Cutting off water in the West is far from a novel process.

“In Colorado, as an example, we have curtailment all the time,” explained Anne Castle, a senior fellow at the Getches-Wilkinson Center for Natural Resources, Energy and the Environment. “Every year, there’s not enough water in the system to satisfy all the decreed water rights.”

In that scenario, the state engineer and the Colorado Division of Water Resources will halt water deliveries on various basins to the most junior users on those rivers, applying the cutoffs in reverse order from newest to oldest, depending on supply.

But when it comes to a compact call, Castle noted that no formal process exists.

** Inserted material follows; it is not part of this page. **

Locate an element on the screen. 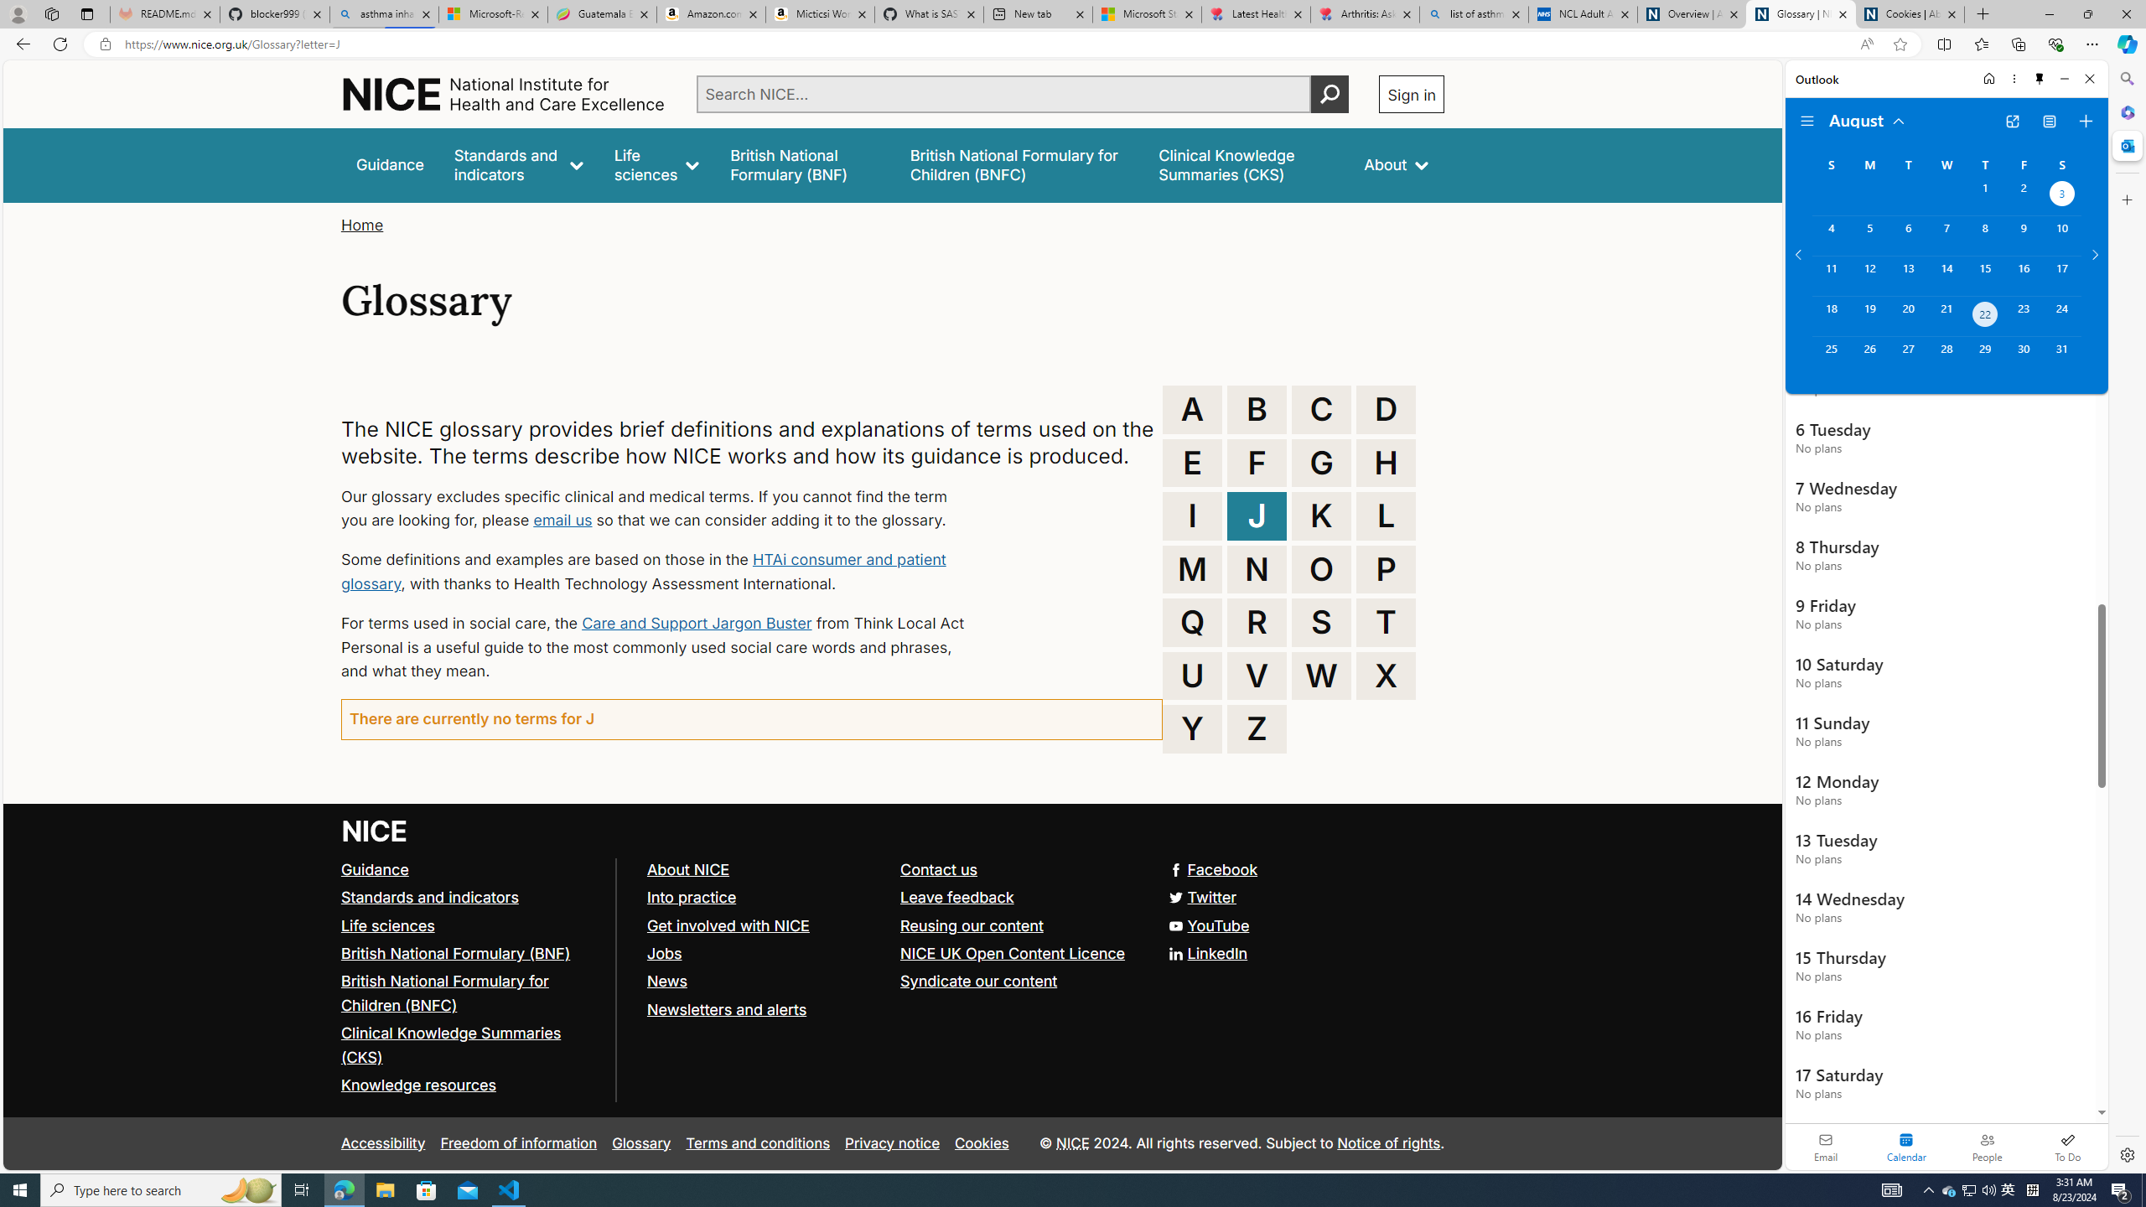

“We don’t know what curtailment would look like administratively,” she said. Although Castle serves as U.S. commissioner of the Upper Colorado River Commission, she emphasized she was not speaking for that agency.

The Upper Colorado River Commission — an administrative agency representing the four states, along with the federal government — would determine the amount of curtailment required and how to divide those cuts. The states themselves would then rely on their respective priority systems to make cuts.

A 2019 analysis by the Colorado River District, which represents water interests for 15 counties on Colorado’s Western Slope, suggests the state would need to curtail water rights dating to November 1922 to generate up to 932,000 acre-feet each year. Curtailing water rights to 1957 would generate about 100,000 acre-feet of flows.

An acre-foot of water equals about 326,000 gallons, or enough water to serve two to three families for one year.

But Castle, also a former Interior assistant secretary for water and science in the Obama administration, agreed with Udall’s assertion that the impacts of climate change could serve as the basis for a court dispute of any future compact call.

“That threshold has never occurred. If it were to occur, there is a very strong legal argument that the Upper Basin states are not causing the flow to drop,” Castle said. “It’s climate change and reductions of flow overall in the river.”